The magi say that they saw his star “when it arose” (en tē anatolē). To translate this phrase as ‘in the East’ faces a number of difficulties, not least of which is the statement later on that the star was still visible, and led the magi to the spot where Jesus was to be found, and then proceeded to stop overhead. There has been a great deal of speculation as to what the star might have been.
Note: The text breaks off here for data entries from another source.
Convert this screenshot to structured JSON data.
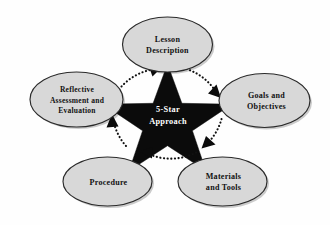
{
  "diagram": {
    "title": "5-Star Approach",
    "type": "cycle-diagram",
    "background_color": "#ffffff",
    "center": {
      "shape": "star",
      "points": 5,
      "fill_color": "#0b0b0b",
      "label_line1": "5-Star",
      "label_line2": "Approach",
      "label_color": "#ffffff"
    },
    "node_fill_color": "#d8d8d8",
    "node_stroke_color": "#2a2a2a",
    "arrow_color": "#111111",
    "arrow_style": "dotted-clockwise",
    "nodes": [
      {
        "id": "lesson-description",
        "position": "top",
        "lines": [
          "Lesson",
          "Description"
        ]
      },
      {
        "id": "goals-and-objectives",
        "position": "right",
        "lines": [
          "Goals and",
          "Objectives"
        ]
      },
      {
        "id": "materials-and-tools",
        "position": "bottom-right",
        "lines": [
          "Materials",
          "and Tools"
        ]
      },
      {
        "id": "procedure",
        "position": "bottom-left",
        "lines": [
          "Procedure"
        ]
      },
      {
        "id": "reflective-assessment-and-evaluation",
        "position": "left",
        "lines": [
          "Reflective",
          "Assessment and",
          "Evaluation"
        ]
      }
    ]
  }
}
A popular suggestion is Halley’s comet, although it appeared in 12-11 BCE, probably too early if Luke is right to put Jesus’ age at ‘around 30’ in the 15th year of Tiberius Caesar. [For some interesting suggestions that would tie in with certain clues in John’s Gospel, see Robin Lane Fox, The Unauthorized Version, pp.34-35]. It is unlikely that Matthew’s account of a star which moves and then stops overhead can be equated with a known astronomical phenomenon (which makes it, technically, an ‘unidentified flying object’, and so it is perhaps not surprising that Chris De Burgh found inspiration for his song “A Spaceman Came Traveling” in it! J). But once again, we are in danger of letting historical concerns distract us from the logic of Matthew’s narrative. Jesus is presented here, as the son of David, as the object of worship of foreign dignitaries, perhaps thought of as fulfilling such passages as Isaiah 60:1-6; Psalm 72:10-11. The star will probably have recalled Numbers 24:7-17. To spend time investigating the appearance of Halley’s comet may be interesting, but in order to grasp the meaning of Matthew’s narrative, we do not need to look beyond the text itself and its echoes of the Jewish Scriptures.
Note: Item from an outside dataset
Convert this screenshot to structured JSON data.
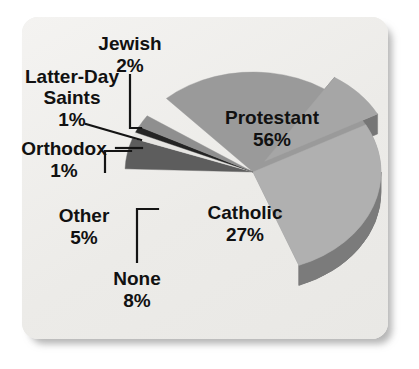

We have already looked at the quotations from the Jewish Scriptures in these chapters, and so we do not need to go into them again, but Matthew clearly sees Jesus’ life following a pattern, that of the story of Israel.
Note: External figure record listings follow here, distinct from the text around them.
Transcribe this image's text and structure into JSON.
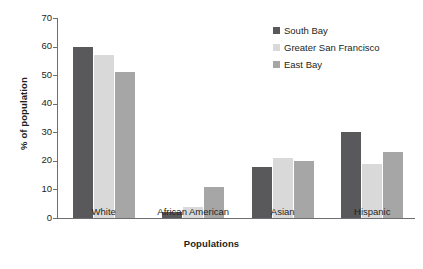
{
  "chart_data": {
    "type": "bar",
    "title": "",
    "xlabel": "Populations",
    "ylabel": "% of population",
    "categories": [
      "White",
      "African American",
      "Asian",
      "Hispanic"
    ],
    "series": [
      {
        "name": "South Bay",
        "color": "#59595b",
        "values": [
          60,
          2,
          18,
          30
        ]
      },
      {
        "name": "Greater San Francisco",
        "color": "#d9d9d9",
        "values": [
          57,
          4,
          21,
          19
        ]
      },
      {
        "name": "East Bay",
        "color": "#a6a6a6",
        "values": [
          51,
          11,
          20,
          23
        ]
      }
    ],
    "ylim": [
      0,
      70
    ],
    "yticks": [
      0,
      10,
      20,
      30,
      40,
      50,
      60,
      70
    ],
    "ytick_labels": [
      "0",
      "10",
      "20",
      "30",
      "40",
      "50",
      "60",
      "70"
    ],
    "grid": false,
    "legend_position": "top-right",
    "axis_color": "#6d6e71",
    "text_color": "#231f20",
    "background": "#ffffff"
  }
}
Having looked at Matthew’s narrative of the birth and early years of Jesus’ life from a literary and theological perspective, the meaning of the text becomes clear. Yet for a historian, next to nothing in the details of the narrative is subject to confirmation, and so a historian faces the very real possibility that most or all of what Matthew wrote never actually happened. Could Jesus’ life have paralleled that of Moses in a number of respects? Certainly. But it is equally possible that Matthew intentionally portrayed Jesus in this way, not having any actual historical information about Jesus’ birth. Matthew would not have been the first to turn prophecy into history by looking to the Jewish Scriptures or ‘Old Testament’ to fill in the gaps when he did not have any other source of information. Did Jesus’ parents take him to Egypt? From a historian’s perspective, one cannot be certain whether Matthew referred Hosea 11:1 to Jesus because he had heard that Jesus had lived in Egypt as a child, or whether he wrote that Jesus had been taken to Egypt on the basis of Hosea 11:1. And so it is crucial to recognize at this juncture that the historian is not primarily an interpreter of sacred texts. A literary-theological approach looks at the level of the text and seeks to understand what the author of the text is trying to communicate. A historian, on the other hand, looks through the text and behind it. In this case, there is little in Matthew’s Gospel that a historian would safely consider reliable information.